Dataset records >>
#####

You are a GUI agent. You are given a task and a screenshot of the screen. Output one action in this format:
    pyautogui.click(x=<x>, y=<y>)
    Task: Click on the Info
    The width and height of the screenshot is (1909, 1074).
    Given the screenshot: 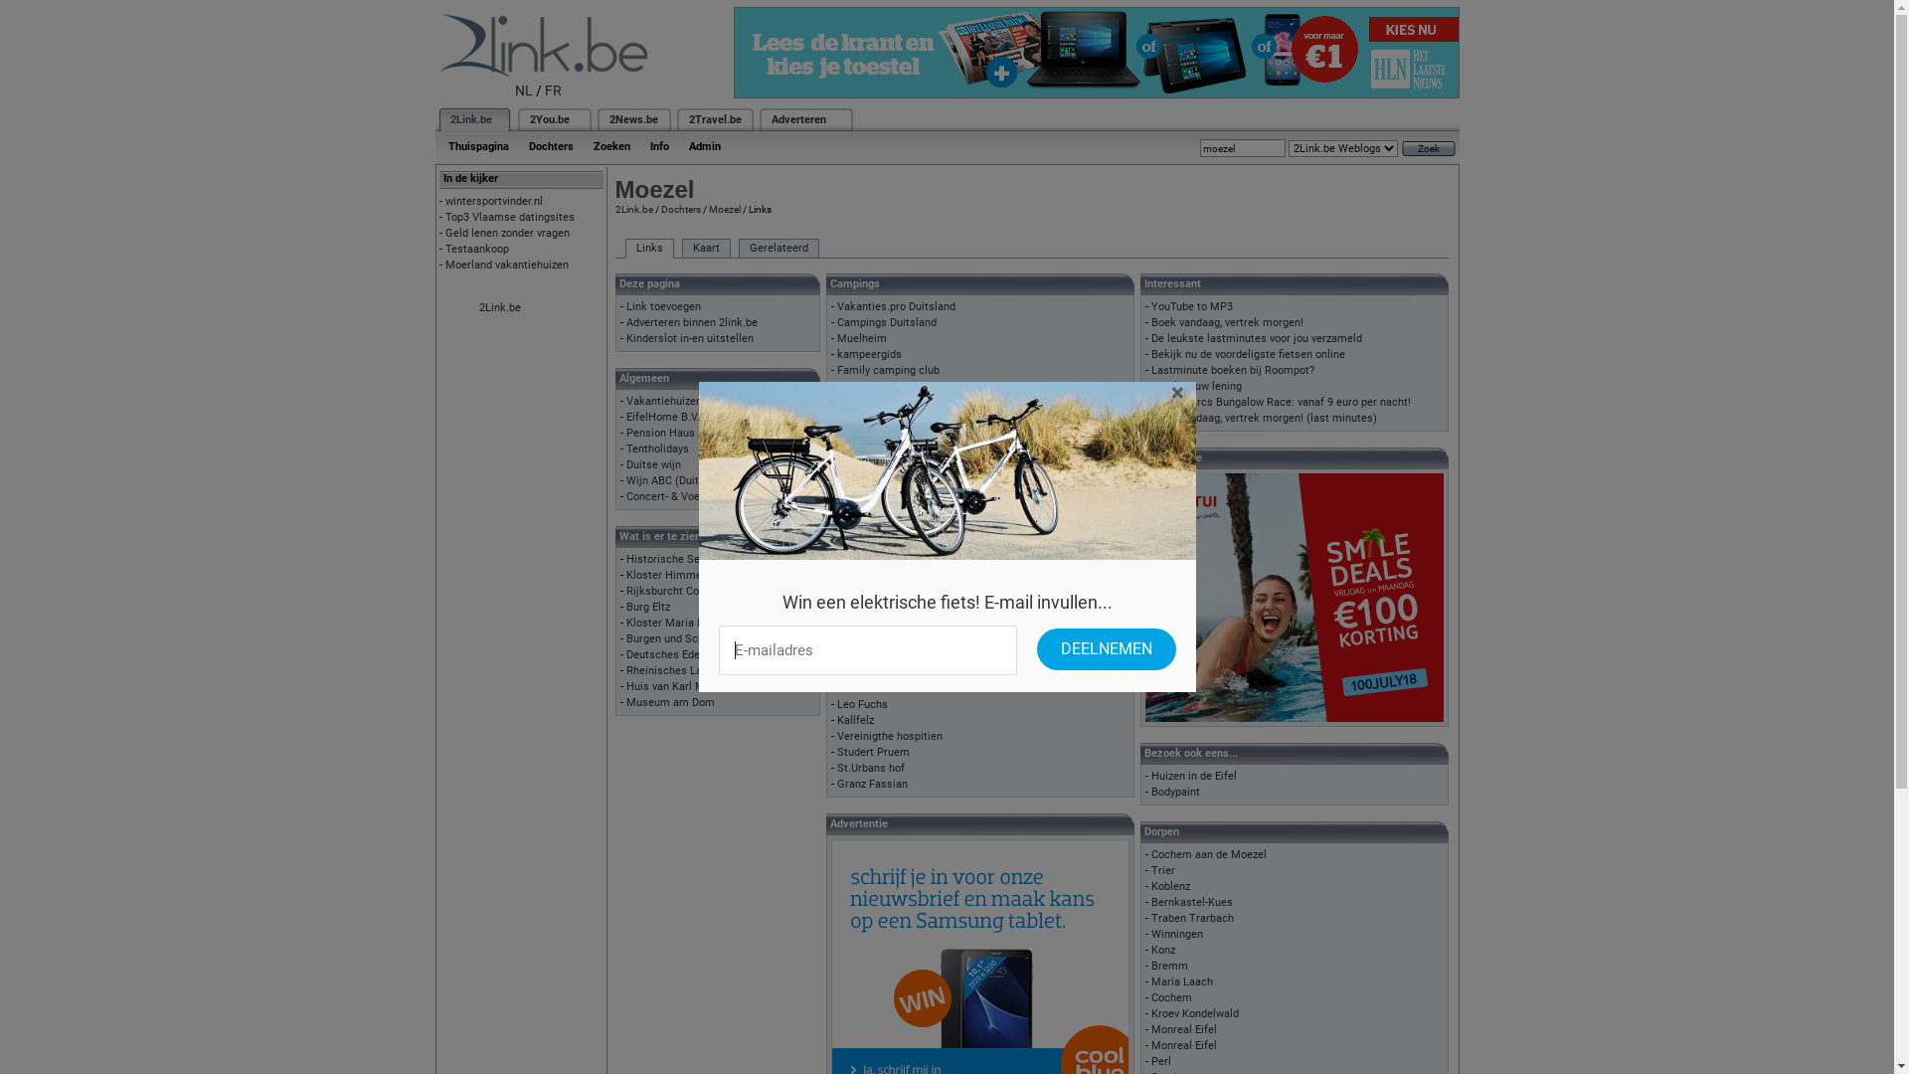 What is the action you would take?
    pyautogui.click(x=660, y=147)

#####

Brief >>
Give back the entries above exactly as they are, from their first line through the line that contains "The width and", both included, with nothing else.

Task output >>
You are a GUI agent. You are given a task and a screenshot of the screen. Output one action in this format:
    pyautogui.click(x=<x>, y=<y>)
    Task: Click on the Info
    The width and height of the screenshot is (1909, 1074).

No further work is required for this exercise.